OPM wants to keep FEHBP premium increases ‘in check’

Office of Personnel Management Director Katherine Archuleta says she wants to keep premium increases for federal employees' health coverage "in check." In a key...

Office of Personnel Management Director Katherine Archuleta says she wants to keep premium increases for federal employees’ health coverage “in check.”

In a keynote speech at the annual FEHB Program Carrier Conference in Arlington, Va., Thursday Archuleta also called on insurance carriers to make prescription drugs more affordable and urged more federal employees to sign up for wellness programs.

Archuleta noted in each of the past three years average premium increases for the Federal Employees Health Benefits Plan have risen less than 4 percent. Last year, the average premium ticked up 3.7 percent.

“This is the first time in 20 years, we have seen such stability,” she told the audience of health insurance providers.

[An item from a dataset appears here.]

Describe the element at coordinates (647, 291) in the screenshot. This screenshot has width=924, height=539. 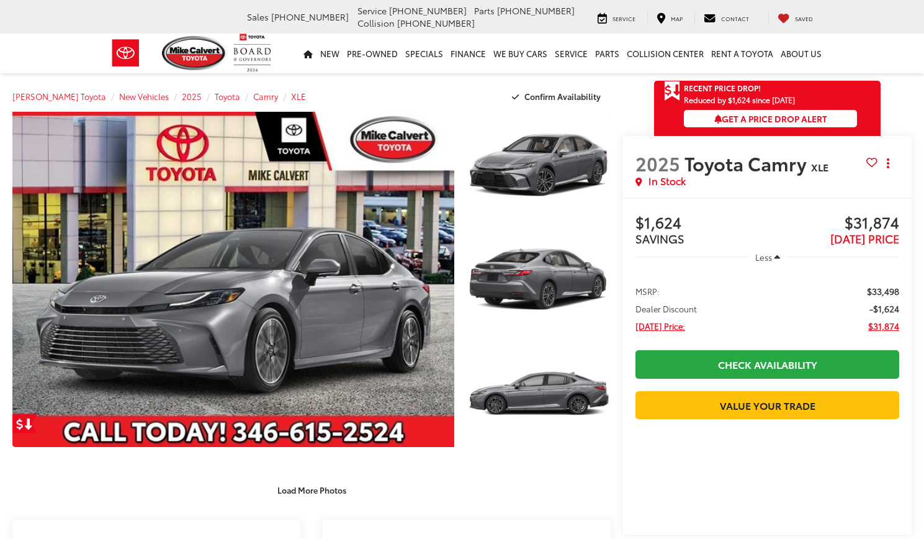
I see `span: MSRP:` at that location.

But even those limited premium hikes “come amidst difficult times for the federal workforce,” Archuleta said, citing the across-the-board sequestration cuts that resulted in unpaid furloughs for thousands of federal employees and a three-year pay freeze that ended earlier this year when federal employees received a slight 1 percent pay bump.

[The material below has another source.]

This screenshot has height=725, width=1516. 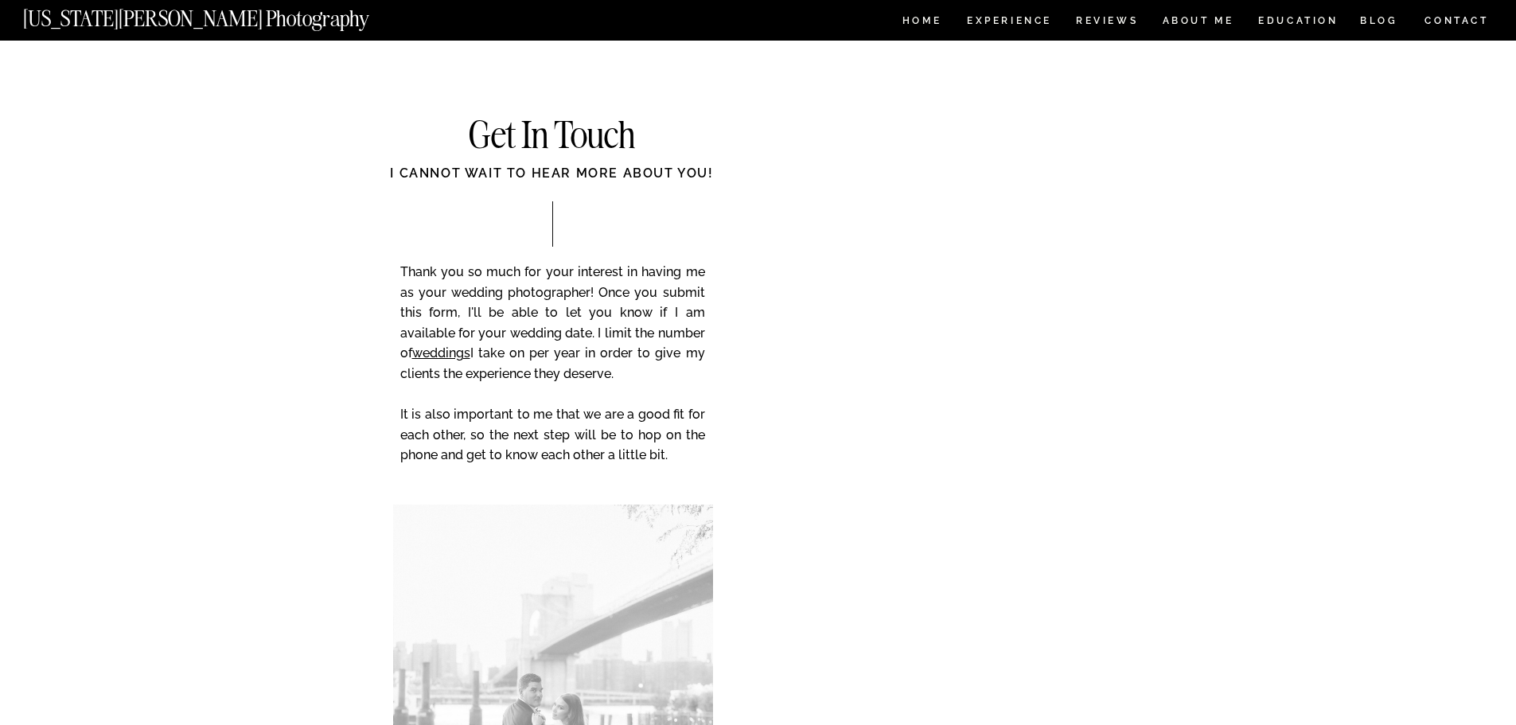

“In light of the continuing tight budget, we must do we all we can to control and lower health costs,” she said. “The more we can all do to drive health costs down, the better. We can keep the premium increases in check.”

OPM seeks value in prescription costs

The conference comes a week after OPM issued its annual call letter to FEHBP insurers, asking insurers to lay out their benefit and rate proposals for the coming year.

At Thursday’s conference, Archuleta said the agency is pushing insurers to ensure federal-employee consumers receive quality and value for their premium dollars.

Also high on the list of OPM health care priorities is better managing prescription drugs and promoting employee wellness programs.

As it stands now, prescription drug costs represent 25 percent of total FEHPB spending.

OPM has directed insurers to roll out drug-cost calculators to allow both current and prospective enrollees to compare prescription drug prices by plan. The plans need to launch the calculators by 2016, according to the call letter.

“We need to continue to focus on the ways to make prescription drugs as affordable as possible while ensuing FEHB members are getting access to safe, high-quality medication,” Archuleta said.

Too few employees participate in wellness programs, OPM says

Over the past few years, OPM has also been encouraging FEHBP insurers to beef up the wellness programs they offer.

“But frankly, our employees are not participating in these programs in the numbers that they should,” Archuleta said.

She said insurance companies and OPM will brainstorm on ways to increase the number of enrollees who take advantage of the programs.

“In the coming year, I urge you to look at your programs and to work with us to come up with the incentives, the processes, and the innovations that will encourage our employees to take advantage of your programs,” she said. “We will collaborate with you to get the word out to the federal workforce that wellness programs work.”

FEHBP insurers are required to offer “health risk assessments” and should strive to screen enrollees at least once every three years, according to the 2014 call letter. Plans are authorized to offer up to $250 per enrollee as an incentive to join their insurance company’s wellness program. However, only $75 of that incentive can be in the form of cash payments. The remaining amount should be used to purchase health-related goods and services, according to the letter.

Self-plus-one coming in 2016

The federal benefits Open Season for 2015 will launch in November. But federal employees will have to wait even longer before they can sign up for the new self-plus-one enrollment option, recently authorized by Congress.

A benefits administration letter OPM sent to agencies March 24 states the new option, which will cover the enrollee plus one other family member, will be available starting in January 2016.

Currently, FEHBP enrollees can only choose between either single coverage or family coverage.

“This change will bring FEHBP into step with other larger employers, including state and local governments that offer three-tiered enrollment options,” Archuleta said in her speech Thursday.

In the benefits letter, OPM said agencies and payroll offices will have to ensure their systems will be able to process the self-plus-one enrollment option and have until September 2015 to test their systems.

Congress approved the self-plus-one option as part of the bipartisan budget deal reached late last year. The Obama administration had proposed the option as part of its fiscal 2014 budget blueprint.